WASHINGTON — A Florida woman who entered the U.S. Capitol as part of a stack of Oath Keepers on Jan. 6 blamed her husband Wednesday, telling a federal judge she never would have gone inside if she weren’t following him.
Connie Meggs, 62, of Dunnellon, Florida, was convicted in March of multiple felony counts for conspiring to obstruct the joint session of Congress on Jan. 6. On Wednesday, she was sentenced to 15 months in prison for her role in the riot. She’s one of more than 20 people associated with the Oath Keepers, including its founder Stewart Rhodes, now convicted in connection with the attack on the Capitol.
Meggs appeared before U.S. District Judge Amit P. Mehta on Wednesday for sentencing. Although she blamed Rhodes for corrupting the Oath Keepers organization – which had for years billed itself as a community response group made up of military veterans and first responders – Meggs directed most of her ire at her husband, Kelly Meggs, who served as the militia’s Florida state leader. Meggs was convicted alongside Rhodes in November of seditious conspiracy and sentenced in May to 12 years in prison.
“I was trusting my husband to keep us safe,” Meggs said. “He’s put our whole family through hell.”
Meggs presented a difficult sentencing challenge for Mehta, who has presided over all of the Oath Keepers cases charged to date in connection with the riot. While evidence showed she’d entered the Capitol in paramilitary gear alongside her husband and other Oath Keepers – and had taken part in what the DOJ described as “gunfight-oriented training” in Florida prior to coming to D.C. – Mehta said there was no evidence she was on any of the group’s numerous planning chats or was even a member of the militia. He also said he didn't doubt the "poisonous" influence Kelly Meggs had on her and others.
At trial, another Oath Keeper, Caleb Berry, testified that Kelly Meggs had called the militia members into a huddle and told them they were going into the Capitol to “try to stop the vote count.” On Wednesday, Meggs said she never heard her husband say that. Her attorney, Stanley Woodward, argued there was no evidence showing her intent at all other than a single message sent on the evening of Jan. 6.
Woodward sought a sentence that would have kept Meggs out of jail – either probation or a time-served sentence for the 45 days she spent behind bars in Florida following her arrest in February 2021. Federal prosecutors sought a much higher sentence, although Assistant U.S. Attorney Troy Edwards acknowledged Mehta’s decision would likely be constrained by sentences he’d imposed on other members of the militia who were, unlike Meggs, convicted of the more serious offense of seditious conspiracy. At the lowest end of those sentences was Edward Vallejo, an Arizona Army veteran sentenced in June to three years in prison.
Meggs faced a recommended sentencing guideline of 97-121 months, or roughly eight-to-10 years, in prison. Mehta made it clear he felt that guideline was “overly harsh” and he would be varying downward significantly as he has in other Jan. 6 cases. But he also said he felt Meggs, though obviously remorseful about the devastating effect the arrest of her and her husband have had on their family, hadn’t entirely taken to heart what she’d done on Jan. 6.
“The decisions that were made that day were also your decisions,” Mehta said. “You decided to come to Washington with a truck full of guns. You decided to go up those steps. You decided to follow Kelly Meggs into Speaker Pelosi’s suite.”
Ultimately, Mehta sentenced Meggs to 15 months in prison and three years of supervised release. She will also have to pay $500 in restitution. Mehta granted a request from Woodward to recommend she be placed at the minimum security facility at FCI Coleman in Florida. According to Bureau of Prisons records, as of Wednesday her husband Kelly Meggs was at the federal detention center in Philadelphia.
Mehta allowed Meggs, who traveled to the hearing Wednesday with her son and two grandchildren, to return home on her current conditions of release and self-report to the Bureau of Prisons at a later date.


#### Exercise prompt
Transcribe the entries that come next exactly, but not the pictures they contain.

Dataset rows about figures
_ _ _ _ _ _ _
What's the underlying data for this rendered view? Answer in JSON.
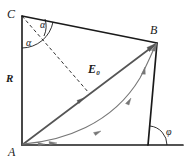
{
  "figure": {
    "type": "geometry-vector-diagram",
    "width": 188,
    "height": 168,
    "background": "#ffffff",
    "ink_color": "#1a1a1a",
    "vector_color": "#555555",
    "curve_color": "#777777"
  },
  "points": {
    "C": {
      "label": "C",
      "x": 22,
      "y": 16
    },
    "B": {
      "label": "B",
      "x": 157,
      "y": 43
    },
    "A": {
      "label": "A",
      "x": 22,
      "y": 145
    },
    "phi_vertex": {
      "x": 148,
      "y": 145
    },
    "base_end": {
      "x": 183,
      "y": 145
    },
    "dash_end": {
      "x": 89,
      "y": 93
    }
  },
  "labels": {
    "point_c": "C",
    "point_b": "B",
    "point_a": "A",
    "side_r": "R",
    "vector_e": "E",
    "vector_e_sub": "0",
    "angle_alpha_upper": "α",
    "angle_alpha_lower": "α",
    "angle_phi": "φ"
  },
  "segments": [
    {
      "name": "side-CB",
      "from": "C",
      "to": "B",
      "style": "solid",
      "color": "#1a1a1a"
    },
    {
      "name": "side-CA",
      "from": "C",
      "to": "A",
      "style": "solid",
      "color": "#1a1a1a"
    },
    {
      "name": "base-line",
      "from": "A",
      "to": "base_end",
      "style": "solid",
      "color": "#1a1a1a"
    },
    {
      "name": "side-B-to-base",
      "from": "B",
      "to": "phi_vertex",
      "style": "solid",
      "color": "#1a1a1a"
    },
    {
      "name": "bisector-dashed",
      "from": "C",
      "to": "dash_end",
      "style": "dashed",
      "color": "#1a1a1a"
    },
    {
      "name": "vector-AB",
      "from": "A",
      "to": "B",
      "style": "solid-arrow",
      "color": "#555555"
    },
    {
      "name": "trajectory-curve",
      "from": "A",
      "to": "B",
      "style": "curved-arrow",
      "color": "#777777"
    }
  ],
  "angles": [
    {
      "name": "alpha-upper",
      "vertex": "C",
      "symbol": "α",
      "between": [
        "side-CB",
        "bisector-dashed"
      ]
    },
    {
      "name": "alpha-lower",
      "vertex": "C",
      "symbol": "α",
      "between": [
        "bisector-dashed",
        "side-CA"
      ]
    },
    {
      "name": "phi",
      "vertex": "phi_vertex",
      "symbol": "φ",
      "between": [
        "base-line",
        "side-B-to-base"
      ]
    }
  ]
}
_ _ _ _ _ _ _
#### Response box
What's the underlying data for this rendered view? Answer in JSON.
{
  "figure": {
    "type": "geometry-vector-diagram",
    "width": 188,
    "height": 168,
    "background": "#ffffff",
    "ink_color": "#1a1a1a",
    "vector_color": "#555555",
    "curve_color": "#777777"
  },
  "points": {
    "C": {
      "label": "C",
      "x": 22,
      "y": 16
    },
    "B": {
      "label": "B",
      "x": 157,
      "y": 43
    },
    "A": {
      "label": "A",
      "x": 22,
      "y": 145
    },
    "phi_vertex": {
      "x": 148,
      "y": 145
    },
    "base_end": {
      "x": 183,
      "y": 145
    },
    "dash_end": {
      "x": 89,
      "y": 93
    }
  },
  "labels": {
    "point_c": "C",
    "point_b": "B",
    "point_a": "A",
    "side_r": "R",
    "vector_e": "E",
    "vector_e_sub": "0",
    "angle_alpha_upper": "α",
    "angle_alpha_lower": "α",
    "angle_phi": "φ"
  },
  "segments": [
    {
      "name": "side-CB",
      "from": "C",
      "to": "B",
      "style": "solid",
      "color": "#1a1a1a"
    },
    {
      "name": "side-CA",
      "from": "C",
      "to": "A",
      "style": "solid",
      "color": "#1a1a1a"
    },
    {
      "name": "base-line",
      "from": "A",
      "to": "base_end",
      "style": "solid",
      "color": "#1a1a1a"
    },
    {
      "name": "side-B-to-base",
      "from": "B",
      "to": "phi_vertex",
      "style": "solid",
      "color": "#1a1a1a"
    },
    {
      "name": "bisector-dashed",
      "from": "C",
      "to": "dash_end",
      "style": "dashed",
      "color": "#1a1a1a"
    },
    {
      "name": "vector-AB",
      "from": "A",
      "to": "B",
      "style": "solid-arrow",
      "color": "#555555"
    },
    {
      "name": "trajectory-curve",
      "from": "A",
      "to": "B",
      "style": "curved-arrow",
      "color": "#777777"
    }
  ],
  "angles": [
    {
      "name": "alpha-upper",
      "vertex": "C",
      "symbol": "α",
      "between": [
        "side-CB",
        "bisector-dashed"
      ]
    },
    {
      "name": "alpha-lower",
      "vertex": "C",
      "symbol": "α",
      "between": [
        "bisector-dashed",
        "side-CA"
      ]
    },
    {
      "name": "phi",
      "vertex": "phi_vertex",
      "symbol": "φ",
      "between": [
        "base-line",
        "side-B-to-base"
      ]
    }
  ]
}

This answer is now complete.